Freddie’s face crumpled with consternation as he bent over Eliza. ‘I’m a clumsy dolt, Liza. I should have broken the news more gently.’

‘It’s all right, Freddie. Really it is. I’m fine now.’

‘Best give it a minute or two or we’ll have you swooning all over the place,’ Daisy said, preventing Eliza from rising with a firm pressure on her shoulders. ‘Freddie, tea!’

‘Yes, general!’ Winking at Eliza, Freddie gave Daisy a mock salute and strolled off into the dim recesses of the house.

‘Now then, dearie,’ Daisy said, her smile fading. ‘I can see you don’t approve of me, but that’s your problem, not mine. Me and Freddie are very close and I won’t let no one come between us. Do you get my meaning?’

‘Mama.’ Tommy tugged at Daisy’s hand.

She looked down at him with an impatient tut-tutting sound. ‘Hush, Tommy. Mama’s talking to your Aunt Eliza.’

‘I don’t know you,’ Tommy said, glaring at Eliza.

Daisy patted him on the head. ‘Of course you don’t, love. But you will get to know your auntie very well, and when you’re a big boy she’ll show you how to run the shop that by rights belongs to you.’ Daisy kept her gaze fixed on Eliza’s face. ‘That’s right, isn’t it, Eliza? If my Bart had lived then he would have inherited the business, so when Enoch dies it should go to Bart’s son.’

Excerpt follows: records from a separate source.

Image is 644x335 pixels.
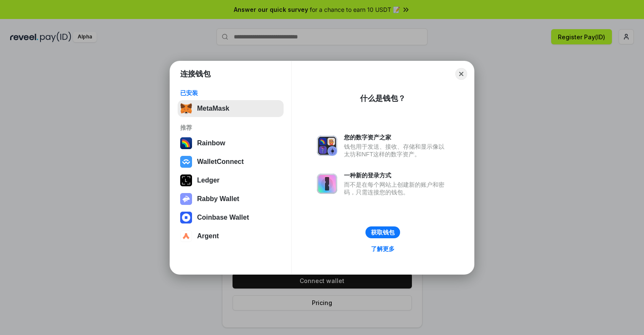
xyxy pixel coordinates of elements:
div: MetaMask [197,105,229,113]
div: 您的数字资产之家 [344,133,448,141]
img: svg+xml,%3Csvg%20width%3D%2228%22%20height%3D%2228%22%20viewBox%3D%220%200%2028%2028%22%20fill%3D... [180,211,191,223]
div: 而不是在每个网站上创建新的账户和密码，只需连接您的钱包。 [344,181,448,196]
button: Coinbase Wallet [177,209,283,226]
button: Rainbow [177,135,283,152]
div: 钱包用于发送、接收、存储和显示像以太坊和NFT这样的数字资产。 [344,142,448,158]
div: Ledger [197,177,219,184]
div: 获取钱包 [371,229,394,236]
img: svg+xml,%3Csvg%20xmlns%3D%22http%3A%2F%2Fwww.w3.org%2F2000%2Fsvg%22%20width%3D%2228%22%20height%3... [180,174,191,186]
button: Close [455,68,467,80]
div: 什么是钱包？ [360,93,405,103]
div: 了解更多 [371,245,394,252]
img: svg+xml,%3Csvg%20width%3D%2228%22%20height%3D%2228%22%20viewBox%3D%220%200%2028%2028%22%20fill%3D... [180,155,191,168]
h1: 连接钱包 [180,69,210,79]
a: 了解更多 [365,243,400,254]
img: svg+xml,%3Csvg%20fill%3D%22none%22%20height%3D%2233%22%20viewBox%3D%220%200%2035%2033%22%20width%... [180,102,191,114]
button: Rabby Wallet [177,191,283,208]
img: svg+xml,%3Csvg%20xmlns%3D%22http%3A%2F%2Fwww.w3.org%2F2000%2Fsvg%22%20fill%3D%22none%22%20viewBox... [317,136,337,155]
div: Coinbase Wallet [197,214,249,221]
button: 获取钱包 [365,226,400,238]
div: Rainbow [197,140,225,147]
div: 推荐 [180,124,281,131]
button: WalletConnect [177,154,283,170]
div: 一种新的登录方式 [344,171,448,179]
div: 已安装 [180,89,281,97]
button: MetaMask [177,100,283,117]
button: Ledger [177,172,283,189]
div: Rabby Wallet [197,195,239,203]
div: WalletConnect [197,158,243,166]
img: svg+xml,%3Csvg%20xmlns%3D%22http%3A%2F%2Fwww.w3.org%2F2000%2Fsvg%22%20fill%3D%22none%22%20viewBox... [180,193,191,205]
img: svg+xml,%3Csvg%20width%3D%22120%22%20height%3D%22120%22%20viewBox%3D%220%200%20120%20120%22%20fil... [180,137,191,149]
button: Argent [177,228,283,245]
img: svg+xml,%3Csvg%20width%3D%2228%22%20height%3D%2228%22%20viewBox%3D%220%200%2028%2028%22%20fill%3D... [180,230,191,242]
img: svg+xml,%3Csvg%20xmlns%3D%22http%3A%2F%2Fwww.w3.org%2F2000%2Fsvg%22%20fill%3D%22none%22%20viewBox... [317,174,337,194]
div: Argent [197,233,219,240]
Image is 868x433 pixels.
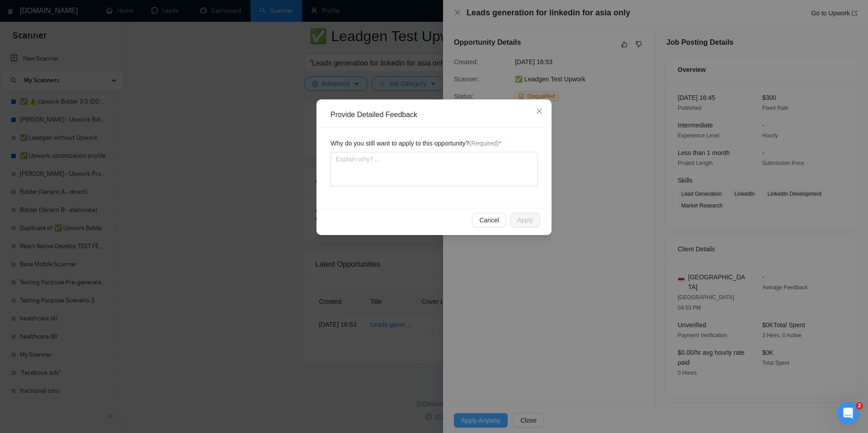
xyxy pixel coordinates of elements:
[331,109,544,120] div: Provide Detailed Feedback
[331,138,502,148] span: Why do you still want to apply to this opportunity?
[536,107,543,115] span: close
[479,215,499,225] span: Cancel
[469,140,499,147] span: (Required)
[472,213,506,227] button: Cancel
[856,402,863,410] span: 2
[510,213,540,227] button: Apply
[838,402,859,424] iframe: Intercom live chat
[527,99,552,124] button: Close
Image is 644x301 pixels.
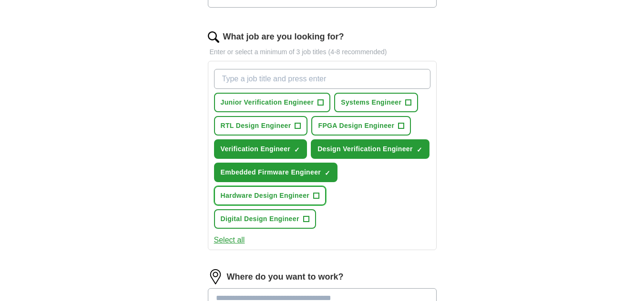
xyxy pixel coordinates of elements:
[318,121,394,131] span: FPGA Design Engineer
[208,31,219,43] img: search.png
[214,235,245,246] button: Select all
[311,139,430,159] button: Design Verification Engineer✓
[214,69,431,89] input: Type a job title and press enter
[341,98,401,107] span: Systems Engineer
[318,144,413,154] span: Design Verification Engineer
[325,169,330,177] span: ✓
[417,146,422,154] span: ✓
[220,121,291,131] span: RTL Design Engineer
[311,116,411,135] button: FPGA Design Engineer
[214,186,326,206] button: Hardware Design Engineer
[220,98,314,107] span: Junior Verification Engineer
[214,93,331,112] button: Junior Verification Engineer
[227,271,344,284] label: Where do you want to work?
[334,93,418,112] button: Systems Engineer
[214,139,307,159] button: Verification Engineer✓
[214,116,308,135] button: RTL Design Engineer
[214,209,316,229] button: Digital Design Engineer
[220,214,299,224] span: Digital Design Engineer
[220,144,291,154] span: Verification Engineer
[208,269,223,285] img: location.png
[208,47,437,57] p: Enter or select a minimum of 3 job titles (4-8 recommended)
[223,30,344,43] label: What job are you looking for?
[214,163,338,182] button: Embedded Firmware Engineer✓
[220,168,321,177] span: Embedded Firmware Engineer
[294,146,300,154] span: ✓
[220,191,310,201] span: Hardware Design Engineer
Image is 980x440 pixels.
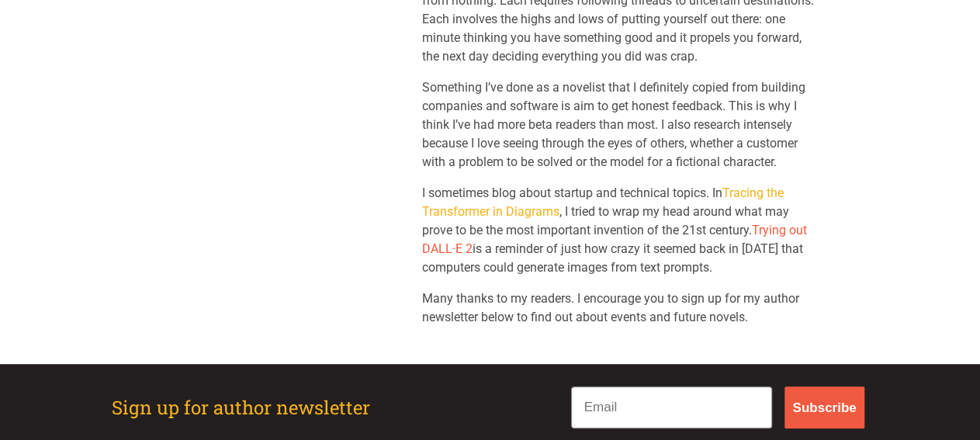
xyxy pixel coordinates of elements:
[422,183,820,277] p: I sometimes blog about startup and technical topics. In , I tried to wrap my head around what may...
[422,290,820,326] p: Many thanks to my readers. I encourage you to sign up for my author newsletter below to find out ...
[112,395,370,419] h2: Sign up for author newsletter
[571,386,773,428] input: Email
[785,386,864,428] button: Subscribe
[422,78,820,171] p: Something I’ve done as a novelist that I definitely copied from building companies and software i...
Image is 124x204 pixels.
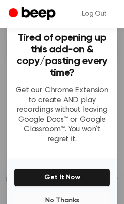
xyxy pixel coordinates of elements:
a: Beep [9,6,58,23]
a: Log Out [73,3,115,24]
h3: Tired of opening up this add-on & copy/pasting every time? [14,32,110,79]
button: Get It Now [14,168,110,187]
p: Get our Chrome Extension to create AND play recordings without leaving Google Docs™ or Google Cla... [14,86,110,144]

‘Enoch died several years ago. The shop belongs to me now, but I’ll see that Tommy gets his fair share.’ Wrapping her arms around his small body, Eliza gave him a hug. ‘I’m your auntie and I hope we’ll be very good friends, Tommy.’

‘You talk funny,’ he said, eyeing her warily. ‘Everybody here talks funny. I want to go back home.’

‘This is home now,’ Daisy said, prising him from Eliza’s arms. ‘Go and play with your bricks while I have a little chat with your auntie.’

Tommy’s bottom lip stuck out and his eyes filled with tears. ‘Don’t want to play with bricks. I’m hungry.’

‘Then go and ask Sukey to make you some bread and milk. Freddie’s in the kitchen, you can tell him to hurry up with the tea. Off you go, there’s a good boy.’ Clapping her hands together, Daisy shooed him off in the direction of the kitchen.

‘He’s a fine boy,’ Eliza said, watching him trot off on sturdy little legs, with a lump in her throat and a surge of love threatening to overwhelm her. ‘Bart would have been so proud of him.’

‘And Bart would want Tommy to inherit the business.’

‘Is that the only reason you brought the boy all the way to England?’ Eliza demanded, rising to her feet. ‘You told me in your one and only letter that Bart had found gold. Surely you don’t need money?’

Daisy shrugged her shoulders. ‘It’s all gone. I bought a hotel in Arrowtown but it weren’t easy running it with a child to raise, so I sold up and went to live in Wellington where I bought a pub. I got in with a gambling man who robbed me blind, drank all me profits and then buggered off, leaving me with a pile of debts. I was desperate, and then one day Freddie come into the bar and we got talking, as you do. He’d seen me name above the pub door and he says, I knew a family called Bragg back in Wapping. Wapping, says I, why that’s where me dear departed hubby come from. That’s how it come about, and when Freddie says he’s booked a passage to England, then I think, why not? Uncle Enoch can’t be as black-hearted as Bart said, and even if he was, then I can get round most men if I put me mind to it.’